- [THE PROBLEM]: Repeat the data below exactly. Include each line.

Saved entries

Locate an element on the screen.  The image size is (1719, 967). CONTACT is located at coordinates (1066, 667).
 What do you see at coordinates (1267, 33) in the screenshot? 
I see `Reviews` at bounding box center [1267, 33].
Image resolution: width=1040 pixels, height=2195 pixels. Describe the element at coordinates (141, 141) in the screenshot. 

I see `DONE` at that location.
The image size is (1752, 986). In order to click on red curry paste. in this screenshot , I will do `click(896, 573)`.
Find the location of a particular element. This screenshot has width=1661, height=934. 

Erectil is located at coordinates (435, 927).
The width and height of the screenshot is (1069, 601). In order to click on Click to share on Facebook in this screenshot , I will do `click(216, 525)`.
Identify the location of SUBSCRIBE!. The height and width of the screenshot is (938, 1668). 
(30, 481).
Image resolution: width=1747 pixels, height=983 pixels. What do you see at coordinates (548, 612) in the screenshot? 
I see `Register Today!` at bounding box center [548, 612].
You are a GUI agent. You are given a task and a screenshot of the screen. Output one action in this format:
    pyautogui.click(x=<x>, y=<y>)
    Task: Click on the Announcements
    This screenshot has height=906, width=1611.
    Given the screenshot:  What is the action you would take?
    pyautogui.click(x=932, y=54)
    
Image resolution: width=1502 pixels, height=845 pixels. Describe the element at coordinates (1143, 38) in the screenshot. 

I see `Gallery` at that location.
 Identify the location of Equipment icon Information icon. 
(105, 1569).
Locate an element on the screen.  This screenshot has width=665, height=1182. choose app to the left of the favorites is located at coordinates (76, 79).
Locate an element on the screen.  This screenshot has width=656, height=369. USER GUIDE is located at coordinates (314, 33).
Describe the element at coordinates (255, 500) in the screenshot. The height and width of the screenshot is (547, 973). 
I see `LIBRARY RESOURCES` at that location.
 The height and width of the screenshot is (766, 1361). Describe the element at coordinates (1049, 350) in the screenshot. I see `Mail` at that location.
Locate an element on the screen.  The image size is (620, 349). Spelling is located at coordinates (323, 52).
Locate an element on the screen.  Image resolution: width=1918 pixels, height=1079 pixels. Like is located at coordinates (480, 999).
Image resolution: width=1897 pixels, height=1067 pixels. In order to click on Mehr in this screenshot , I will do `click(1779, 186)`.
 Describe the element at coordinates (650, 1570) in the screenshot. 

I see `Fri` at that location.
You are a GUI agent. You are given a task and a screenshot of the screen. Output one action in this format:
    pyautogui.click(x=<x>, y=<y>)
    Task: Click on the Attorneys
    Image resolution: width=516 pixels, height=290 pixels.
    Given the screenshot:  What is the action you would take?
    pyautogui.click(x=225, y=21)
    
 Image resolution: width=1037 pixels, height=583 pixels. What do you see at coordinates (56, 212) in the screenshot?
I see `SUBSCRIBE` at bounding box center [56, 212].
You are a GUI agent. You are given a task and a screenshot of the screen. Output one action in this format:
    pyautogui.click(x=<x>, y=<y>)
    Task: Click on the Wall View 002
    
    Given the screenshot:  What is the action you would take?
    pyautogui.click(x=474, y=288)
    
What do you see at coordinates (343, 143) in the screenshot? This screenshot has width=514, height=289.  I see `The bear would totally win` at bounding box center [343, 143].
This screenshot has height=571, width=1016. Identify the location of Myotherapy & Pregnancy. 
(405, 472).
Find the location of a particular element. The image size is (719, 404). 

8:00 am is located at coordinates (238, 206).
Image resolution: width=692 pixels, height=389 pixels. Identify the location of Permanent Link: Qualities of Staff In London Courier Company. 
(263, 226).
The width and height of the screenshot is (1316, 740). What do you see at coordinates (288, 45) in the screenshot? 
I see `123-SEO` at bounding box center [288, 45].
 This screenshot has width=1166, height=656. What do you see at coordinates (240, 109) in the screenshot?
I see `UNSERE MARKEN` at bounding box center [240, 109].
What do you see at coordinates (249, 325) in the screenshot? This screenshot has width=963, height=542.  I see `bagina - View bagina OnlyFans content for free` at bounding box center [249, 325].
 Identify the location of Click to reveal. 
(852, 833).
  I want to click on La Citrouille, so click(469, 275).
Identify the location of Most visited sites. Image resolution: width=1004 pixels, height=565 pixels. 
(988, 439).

- [EXERCISE RESPONSE]:
Locate an element on the screen.  The image size is (1719, 967). CONTACT is located at coordinates (1066, 667).
 What do you see at coordinates (1267, 33) in the screenshot? 
I see `Reviews` at bounding box center [1267, 33].
Image resolution: width=1040 pixels, height=2195 pixels. Describe the element at coordinates (141, 141) in the screenshot. 

I see `DONE` at that location.
The image size is (1752, 986). In order to click on red curry paste. in this screenshot , I will do `click(896, 573)`.
Find the location of a particular element. This screenshot has width=1661, height=934. 

Erectil is located at coordinates (435, 927).
The width and height of the screenshot is (1069, 601). In order to click on Click to share on Facebook in this screenshot , I will do `click(216, 525)`.
Identify the location of SUBSCRIBE!. The height and width of the screenshot is (938, 1668). 
(30, 481).
Image resolution: width=1747 pixels, height=983 pixels. What do you see at coordinates (548, 612) in the screenshot? 
I see `Register Today!` at bounding box center [548, 612].
You are a GUI agent. You are given a task and a screenshot of the screen. Output one action in this format:
    pyautogui.click(x=<x>, y=<y>)
    Task: Click on the Announcements
    This screenshot has height=906, width=1611.
    Given the screenshot:  What is the action you would take?
    pyautogui.click(x=932, y=54)
    
Image resolution: width=1502 pixels, height=845 pixels. Describe the element at coordinates (1143, 38) in the screenshot. 

I see `Gallery` at that location.
 Identify the location of Equipment icon Information icon. 
(105, 1569).
Locate an element on the screen.  This screenshot has width=665, height=1182. choose app to the left of the favorites is located at coordinates (76, 79).
Locate an element on the screen.  This screenshot has width=656, height=369. USER GUIDE is located at coordinates (314, 33).
Describe the element at coordinates (255, 500) in the screenshot. The height and width of the screenshot is (547, 973). 
I see `LIBRARY RESOURCES` at that location.
 The height and width of the screenshot is (766, 1361). Describe the element at coordinates (1049, 350) in the screenshot. I see `Mail` at that location.
Locate an element on the screen.  The image size is (620, 349). Spelling is located at coordinates (323, 52).
Locate an element on the screen.  Image resolution: width=1918 pixels, height=1079 pixels. Like is located at coordinates (480, 999).
Image resolution: width=1897 pixels, height=1067 pixels. In order to click on Mehr in this screenshot , I will do `click(1779, 186)`.
 Describe the element at coordinates (650, 1570) in the screenshot. 

I see `Fri` at that location.
You are a GUI agent. You are given a task and a screenshot of the screen. Output one action in this format:
    pyautogui.click(x=<x>, y=<y>)
    Task: Click on the Attorneys
    Image resolution: width=516 pixels, height=290 pixels.
    Given the screenshot:  What is the action you would take?
    pyautogui.click(x=225, y=21)
    
 Image resolution: width=1037 pixels, height=583 pixels. What do you see at coordinates (56, 212) in the screenshot?
I see `SUBSCRIBE` at bounding box center [56, 212].
You are a GUI agent. You are given a task and a screenshot of the screen. Output one action in this format:
    pyautogui.click(x=<x>, y=<y>)
    Task: Click on the Wall View 002
    
    Given the screenshot:  What is the action you would take?
    pyautogui.click(x=474, y=288)
    
What do you see at coordinates (343, 143) in the screenshot? This screenshot has width=514, height=289.  I see `The bear would totally win` at bounding box center [343, 143].
This screenshot has height=571, width=1016. Identify the location of Myotherapy & Pregnancy. 
(405, 472).
Find the location of a particular element. The image size is (719, 404). 

8:00 am is located at coordinates (238, 206).
Image resolution: width=692 pixels, height=389 pixels. Identify the location of Permanent Link: Qualities of Staff In London Courier Company. 
(263, 226).
The width and height of the screenshot is (1316, 740). What do you see at coordinates (288, 45) in the screenshot? 
I see `123-SEO` at bounding box center [288, 45].
 This screenshot has width=1166, height=656. What do you see at coordinates (240, 109) in the screenshot?
I see `UNSERE MARKEN` at bounding box center [240, 109].
What do you see at coordinates (249, 325) in the screenshot? This screenshot has width=963, height=542.  I see `bagina - View bagina OnlyFans content for free` at bounding box center [249, 325].
 Identify the location of Click to reveal. 
(852, 833).
  I want to click on La Citrouille, so click(469, 275).
Identify the location of Most visited sites. Image resolution: width=1004 pixels, height=565 pixels. 
(988, 439).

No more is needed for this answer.